Reply to post: Re: C++ – never classy

Classy move: C++ 20 wins final approval in ISO technical ballot, formal publication expected by end of year

Ian Joyner Bronze badge

Re: C++ – never classy

Someone Else: "Well then, I bet you're crying in your beer that C++ has effectively deprecated #defines with modules...."

No, the Burroughs defines were argued about when they were first included. They were much more powerful than the weak C defines, with several levels.

It was very much text-based processing along the lines of the General Purpose Macrogenerator (which one of my language teachers worked on).

https://en.wikipedia.org/wiki/General-purpose_macro_processor#General_Purpose_Macrogenerator

Amazing what you find. Here is an article by Andrew Herbert (who I knew at ISO ODP meetings) on GPM:

https://www.computerconservationsociety.org/software/elliott903/more903/Manuals/CCS%20Resurrection%20GPM%20Article.pdf

Strachey then developed CPL, which became BCPL, B, and C.

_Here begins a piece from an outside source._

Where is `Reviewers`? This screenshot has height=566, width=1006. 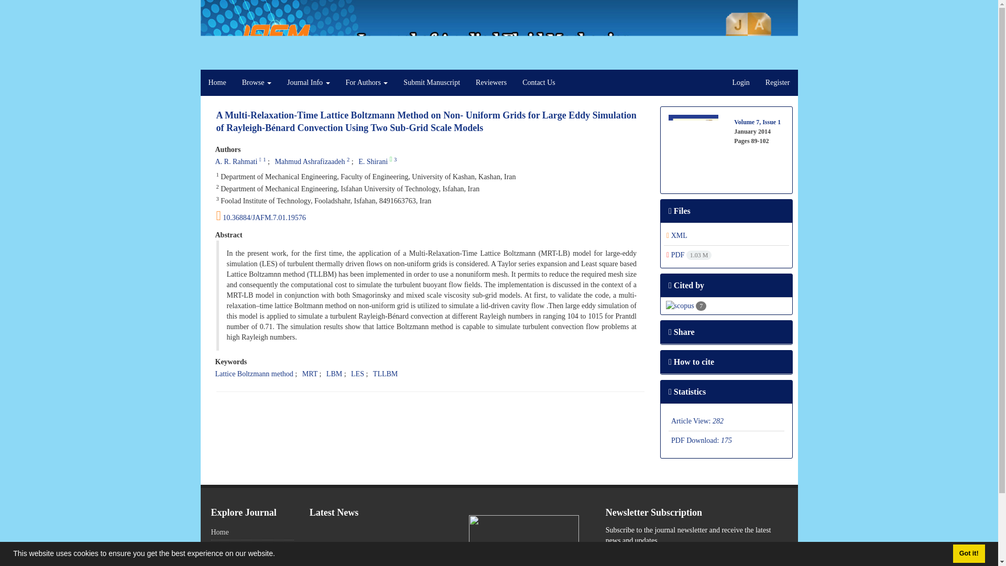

A couple of us Burroughs people did a language called SDL on the Apple II which was a cut down (because it had to be) of Burroughs and Elliott ALGOL. The main language designer did not have define # in it – he invented a rather neat macro mechanism to directly put in 6502 assembler code for things not worth doing in the language. However, in a bigger system (which we have these days) you would put such systems stuff directly in the language.

Now here's the thing. People who have used such other languages and systems seem to be able to move on. Sadly the same is not true for C and C++ people who seem to become rusted on to the deficiencies and bad ideas in C and C++.